In the name of adopting "commercial" practices, the Administration's defense Acquisition Reform effort has gone beyond cutting red tape into throwing out important protections against contractor abuse that are needed even in a more commercial environment. For example, a new greatly expanded definition for a "commercial" product has exempted many more purchases from normal oversight.

The problem has predictably begun to appear in the form of more overpriced parts stories:

  • AlliedSignal corporation was found to have overcharged the government for spare parts by as much as 618%. The government overpaid on the overall contract with AlliedSignal by 54.5%.
  • Prices were inflated by more than 1,000 percent on a variety of spare parts. For example, the Boeing price for a commercially-available $24.72 "spoiler actuator sleeve" was $403.39 - a markup of 1,532 percent. Another contractor charged $714 for an electric bell worth $46.68.

The cause - Acquisition Reform's new policies, including drastic staff cuts to oversight agencies:

The AlliedSignal cases provide examples of the government paying more for spare parts under the new "commercial" rules than it paid under the earlier reforms. As the Defense Department's Office of the Inspector General has noted, the loose definition of commercial items "qualifies most items that DoD procures as commercial items"

A Defense Department Inspector General's report indicates how adopting commercial practices has come to mean subservience to contractors and blind acceptance of their claimed costs and prices: "contracting officers shall require information ... when necessary to determine price reasonableness for commercial items, but there is a strong DoD [Department of Defense] preference not to use that mechanism and the Government has not asserted its right to have the data."

Despite highly favorable dollar returns on taxpayer investment in oversight agencies, many of them have been gutted by personnel cuts. For example, the Defense Contract Audit Agency saves almost $10 for each dollar invested, but staff positions have been cut by 19% from Fiscal Year (FY) 1993 to FY 1997. As of 1998 the Administration scheduled it to suffer a total loss of more than 3,000 staffers - a 44% cut - over the period FY 1990 to FY 2002.

The Administration has pushed defense corporate mergers, at a time when Acquisition Reform has failed to create adequate competition, a key requirement for the government to benefit from commercial markets. As a Department of Defense Inspector General noted, "If anything, the risks may be greater today because there is such market dominance by a few very large suppliers. In this environment, getting cost information and maintaining audit rights is a prudent business practice. Failure to do so will be very costly for the Department and ultimately the taxpayer."

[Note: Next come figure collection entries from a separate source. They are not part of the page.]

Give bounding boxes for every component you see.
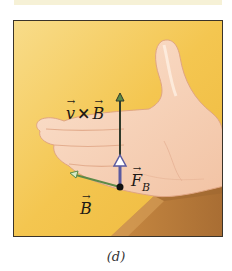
field-label-symbol: B xyxy=(80,201,92,217)
field-symbol: B xyxy=(92,106,104,122)
panel-label: (d) xyxy=(107,249,125,264)
force-subscript: B xyxy=(142,181,150,194)
force-symbol: F xyxy=(131,173,142,189)
panel-caption: (d) xyxy=(0,249,232,264)
top-color-band xyxy=(14,0,222,5)
velocity-symbol: v xyxy=(66,106,75,122)
force-label: FB xyxy=(131,173,150,193)
field-label: B xyxy=(80,201,92,217)
cross-operator: × xyxy=(77,104,90,123)
v-cross-b-label: v×B xyxy=(66,106,104,122)
hand-diagram-svg xyxy=(14,21,223,237)
origin-point xyxy=(117,184,124,191)
right-hand-rule-illustration: v×B FB B xyxy=(13,20,223,237)
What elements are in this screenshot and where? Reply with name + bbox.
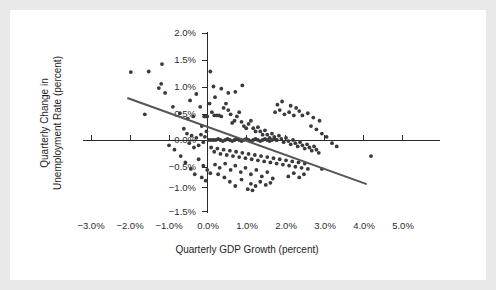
data-point bbox=[306, 167, 310, 171]
data-point bbox=[197, 157, 201, 161]
data-point bbox=[283, 112, 287, 116]
chart-card: 2.0% 1.5% 1.0% 0.5% 0.0% −0.5% −1.0% −1.… bbox=[10, 10, 486, 280]
data-point bbox=[250, 157, 254, 161]
data-point bbox=[280, 100, 284, 104]
data-point bbox=[193, 172, 197, 176]
data-point bbox=[240, 120, 244, 124]
y-tick-label: −1.0% bbox=[169, 182, 197, 193]
data-point bbox=[213, 163, 217, 167]
data-point bbox=[265, 133, 269, 137]
data-point bbox=[216, 172, 220, 176]
y-tick-label: −0.5% bbox=[169, 161, 197, 172]
scatter-plot: 2.0% 1.5% 1.0% 0.5% 0.0% −0.5% −1.0% −1.… bbox=[10, 10, 486, 280]
data-point bbox=[219, 115, 223, 119]
data-point bbox=[197, 143, 201, 147]
data-point bbox=[183, 161, 187, 165]
data-point bbox=[237, 155, 241, 159]
y-tick-label: 2.0% bbox=[174, 27, 196, 38]
data-point bbox=[292, 113, 296, 117]
data-point bbox=[289, 104, 293, 108]
data-point bbox=[258, 180, 262, 184]
data-point bbox=[273, 110, 277, 114]
data-point bbox=[256, 158, 260, 162]
data-point bbox=[293, 165, 297, 169]
data-point bbox=[263, 128, 267, 132]
data-point bbox=[208, 171, 212, 175]
data-point bbox=[229, 168, 233, 172]
data-point bbox=[262, 160, 266, 164]
data-point bbox=[272, 156, 276, 160]
x-axis-tick-labels: −3.0% −2.0% −1.0% 0.0% 1.0% 2.0% 3.0% 4.… bbox=[77, 220, 414, 231]
x-tick-label: −1.0% bbox=[155, 220, 183, 231]
data-point bbox=[298, 140, 302, 144]
data-point bbox=[187, 141, 191, 145]
data-point bbox=[219, 87, 223, 91]
data-point bbox=[315, 127, 319, 131]
data-point bbox=[129, 70, 133, 74]
data-point bbox=[296, 145, 300, 149]
data-point bbox=[249, 172, 253, 176]
data-point bbox=[178, 111, 182, 115]
data-point bbox=[254, 184, 258, 188]
data-point bbox=[182, 127, 186, 131]
data-point bbox=[256, 125, 260, 129]
data-point bbox=[330, 141, 334, 145]
data-point bbox=[205, 130, 209, 134]
x-tick-label: −2.0% bbox=[116, 220, 144, 231]
data-point bbox=[279, 137, 283, 141]
data-point bbox=[254, 168, 258, 172]
data-point bbox=[212, 150, 216, 154]
data-point bbox=[282, 140, 286, 144]
data-point bbox=[167, 143, 171, 147]
data-point bbox=[240, 178, 244, 182]
data-point bbox=[297, 109, 301, 113]
data-point bbox=[208, 70, 212, 74]
data-point bbox=[231, 154, 235, 158]
data-point bbox=[228, 180, 232, 184]
data-point bbox=[247, 152, 251, 156]
data-point bbox=[192, 146, 196, 150]
data-point bbox=[201, 140, 205, 144]
data-point bbox=[233, 119, 237, 123]
data-point bbox=[160, 62, 164, 66]
data-point bbox=[234, 150, 238, 154]
data-point bbox=[215, 147, 219, 151]
data-point bbox=[203, 135, 207, 139]
data-point bbox=[275, 162, 279, 166]
data-point bbox=[237, 110, 241, 114]
data-point bbox=[292, 171, 296, 175]
x-axis-title: Quarterly GDP Growth (percent) bbox=[175, 244, 318, 255]
x-tick-label: 3.0% bbox=[314, 220, 336, 231]
data-point bbox=[275, 138, 279, 142]
x-tick-label: 5.0% bbox=[392, 220, 414, 231]
data-point bbox=[249, 182, 253, 186]
data-point bbox=[277, 134, 281, 138]
data-point bbox=[276, 103, 280, 107]
data-point bbox=[173, 148, 177, 152]
data-point bbox=[212, 85, 216, 89]
trend-line bbox=[128, 98, 366, 184]
data-point bbox=[247, 122, 251, 126]
data-point bbox=[222, 106, 226, 110]
data-point bbox=[213, 95, 217, 99]
data-point bbox=[303, 147, 307, 151]
data-point bbox=[205, 168, 209, 172]
y-tick-label: 1.0% bbox=[174, 81, 196, 92]
y-axis-title-line-1: Quarterly Change in bbox=[39, 78, 50, 168]
data-point bbox=[300, 166, 304, 170]
data-point bbox=[219, 152, 223, 156]
data-point bbox=[286, 174, 290, 178]
data-point bbox=[233, 90, 237, 94]
x-tick-label: 1.0% bbox=[236, 220, 258, 231]
data-point bbox=[233, 164, 237, 168]
data-point bbox=[258, 130, 262, 134]
data-point bbox=[278, 157, 282, 161]
data-point bbox=[270, 132, 274, 136]
data-point bbox=[306, 111, 310, 115]
data-point bbox=[289, 142, 293, 146]
x-tick-label: 2.0% bbox=[275, 220, 297, 231]
data-point bbox=[311, 116, 315, 120]
data-point bbox=[218, 166, 222, 170]
data-point bbox=[287, 164, 291, 168]
data-point bbox=[325, 135, 329, 139]
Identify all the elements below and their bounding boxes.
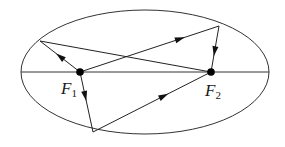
arrowhead-icon <box>174 37 184 43</box>
ray-2 <box>80 26 219 72</box>
focus-f1-letter: F <box>61 79 71 98</box>
arrowhead-icon <box>81 90 87 100</box>
ellipse-focus-diagram <box>0 0 285 147</box>
focus-f2-dot <box>207 68 215 76</box>
focus-f2-subscript: 2 <box>215 89 221 101</box>
arrowhead-icon <box>56 53 66 61</box>
focus-f2-letter: F <box>205 81 215 100</box>
focus-f1-dot <box>76 68 84 76</box>
focus-f1-label: F1 <box>61 80 77 99</box>
arrowhead-icon <box>213 46 219 56</box>
arrowhead-icon <box>158 94 168 101</box>
ray-5 <box>93 72 211 132</box>
focus-f2-label: F2 <box>205 82 221 101</box>
ray-4 <box>80 72 93 132</box>
focus-f1-subscript: 1 <box>71 87 77 99</box>
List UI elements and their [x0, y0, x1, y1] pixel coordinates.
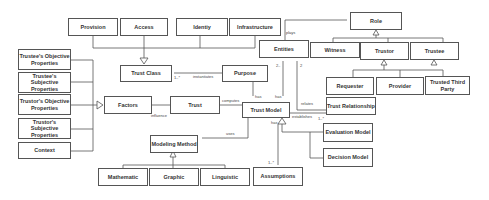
- box-role: Role: [350, 12, 402, 30]
- box-access: Access: [120, 18, 168, 36]
- label-mult-relationship: 1..*: [318, 116, 324, 121]
- label-computes: computes: [222, 98, 239, 103]
- label-mult-entities-2: 2: [300, 63, 302, 68]
- box-evaluation-model: Evaluation Model: [323, 123, 373, 142]
- box-witness: Witness: [310, 42, 360, 58]
- label-relates: relates: [301, 101, 313, 106]
- box-decision-model: Decision Model: [323, 148, 373, 167]
- box-graphic: Graphic: [149, 168, 199, 186]
- box-trusted-third-party: Trusted Third Party: [425, 76, 470, 95]
- box-purpose: Purpose: [222, 65, 268, 82]
- box-provider: Provider: [376, 77, 424, 95]
- box-trust: Trust: [170, 96, 220, 114]
- label-establishes: establishes: [292, 114, 312, 119]
- label-influences: influence: [151, 113, 167, 118]
- label-mult-entities-1: 2..: [276, 63, 280, 68]
- label-mult-trust-class: 1..*: [174, 75, 180, 80]
- box-modeling-method: Modeling Method: [150, 135, 198, 153]
- box-trust-class: Trust Class: [120, 65, 172, 82]
- box-assumptions: Assumptions: [253, 167, 303, 186]
- box-trustors-subjective-properties: Trustor's Subjective Properties: [18, 118, 71, 139]
- box-provision: Provision: [68, 18, 118, 36]
- box-mathematic: Mathematic: [98, 168, 148, 186]
- box-identity: Identiy: [176, 18, 228, 36]
- box-requester: Requester: [326, 77, 374, 95]
- box-trust-relationship: Trust Relationship: [326, 97, 376, 115]
- label-has-assumptions: has: [271, 120, 277, 125]
- box-trustor: Trustor: [360, 42, 409, 60]
- box-trustees-subjective-properties: Trustee's Subjective Properties: [18, 72, 71, 93]
- box-infrastructure: Infrastructure: [229, 18, 281, 36]
- box-trust-model: Trust Model: [242, 102, 290, 118]
- label-plays: plays: [286, 30, 295, 35]
- label-has-purpose: has: [255, 94, 261, 99]
- label-instantiates: instantiates: [193, 74, 213, 79]
- box-linguistic: Linguistic: [200, 168, 250, 186]
- label-has-entities: has: [275, 94, 281, 99]
- box-context: Context: [18, 142, 71, 159]
- label-uses: uses: [226, 131, 234, 136]
- box-entities: Entities: [259, 40, 309, 58]
- label-mult-assumptions: 1..*: [268, 160, 274, 165]
- box-trustee: Trustee: [410, 42, 459, 60]
- box-trustors-objective-properties: Trustor's Objective Properties: [18, 94, 71, 115]
- box-trustees-objective-properties: Trustee's Objective Properties: [18, 49, 71, 70]
- trust-class-diagram: Provision Access Identiy Infrastructure …: [0, 0, 489, 200]
- box-factors: Factors: [104, 96, 152, 114]
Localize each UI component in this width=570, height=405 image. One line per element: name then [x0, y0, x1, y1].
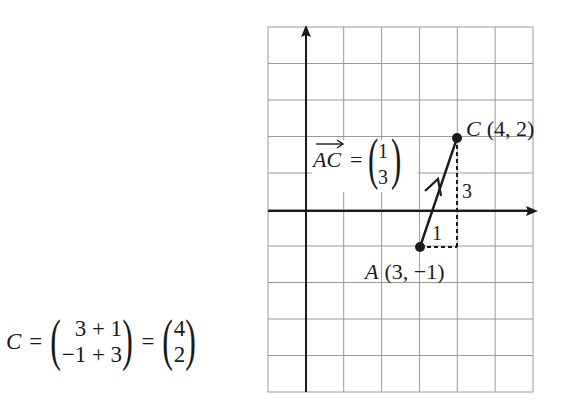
coordinates-of-c-equation: C = ( 3 + 1 −1 + 3 ) = ( 4 2 )	[6, 312, 197, 372]
rise-label: 3	[462, 180, 472, 202]
svg-text:1: 1	[378, 140, 388, 162]
lhs-c: C	[6, 329, 21, 355]
run-label: 1	[432, 222, 442, 244]
left-paren-icon-2: (	[163, 311, 174, 369]
right-paren-icon: )	[122, 311, 133, 369]
point-c-label: C(4, 2)	[466, 116, 534, 141]
y-axis	[301, 25, 311, 392]
equals-sign: =	[29, 329, 42, 355]
sum-column-vector: 3 + 1 −1 + 3	[62, 316, 122, 368]
svg-text:(: (	[368, 128, 378, 190]
svg-text:=: =	[350, 147, 362, 172]
result-bottom: 2	[174, 342, 186, 368]
sum-top: 3 + 1	[75, 316, 122, 342]
x-axis	[268, 206, 538, 216]
svg-text:3: 3	[378, 166, 388, 188]
result-column-vector: 4 2	[174, 316, 186, 368]
svg-text:AC: AC	[311, 147, 341, 172]
sum-bottom: −1 + 3	[62, 342, 122, 368]
point-a-dot	[415, 242, 425, 252]
left-paren-icon: (	[51, 311, 62, 369]
result-top: 4	[174, 316, 186, 342]
vector-ac-equation: AC = ( 1 3 )	[311, 128, 418, 192]
point-c-dot	[452, 133, 462, 143]
right-paren-icon-2: )	[186, 311, 197, 369]
point-a-label: A(3, −1)	[363, 259, 445, 284]
equals-sign-2: =	[141, 329, 154, 355]
svg-text:): )	[391, 128, 401, 190]
grid-lines	[268, 27, 533, 392]
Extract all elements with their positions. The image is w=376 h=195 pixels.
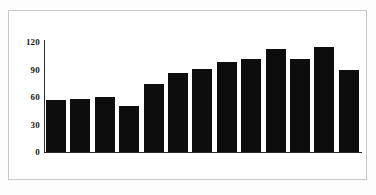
bar[interactable] [192,69,212,152]
bar[interactable] [314,47,334,152]
bars-layer: 5720065820076020085020097420108620119120… [44,0,364,195]
bar[interactable] [119,106,139,152]
bar[interactable] [266,49,286,152]
bar[interactable] [46,100,66,152]
y-tick-label: 120 [0,37,40,47]
bar[interactable] [290,59,310,153]
bar[interactable] [217,62,237,152]
y-tick-label: 0 [0,147,40,157]
bar[interactable] [144,84,164,152]
bar[interactable] [95,97,115,152]
bar[interactable] [168,73,188,152]
y-tick-label: 60 [0,92,40,102]
y-tick-label: 30 [0,120,40,130]
bar-chart-figure: 0306090120 57200658200760200850200974201… [0,0,376,195]
y-tick-label: 90 [0,65,40,75]
bar[interactable] [339,70,359,153]
y-axis: 0306090120 [0,0,40,195]
bar[interactable] [70,99,90,152]
bar[interactable] [241,59,261,153]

The solution lies in making use of what we have already learned about preventing contractor abuse:

  • Restore meaning to the definition of "commercial."
    1. Restore the definition of commercial as actual sale of items to the general public, not just to the government.
    2. Restore the definition of commercial to mean substantial sales in a large free market.
    3. Restore the definition of "competitive bidding" to be at least two bidders.
  • Clarify that the government can and should still negotiate actively for some commercial items.
  • Restore the use of cost or pricing data where prices are not set by a true free market.
  • Preserve funding for the auditors, investigators, and independent rule-setting Boards like the Cost Accounting Standards Board.
  • Defend the False Claims Act against industry assaults.
  • Improve price-based contracting by increasing competition and reversing the trend of mergers leading to fewer competing contractors.

Following Pentagon acknowledgment of "readiness" problems, and after the war in Kosovo, defense budgets - and procurement spending - are being increased sharply. For this reason it is especially imperative for us not to forget what we already know about good acquisition reform - there is no need to re-invent the wheel. If we do forget, the budget surpluses the Defense Department is enjoying will quickly be frittered away on overpriced weapons and parts, and the taxpayers' money will, once again, be wasted.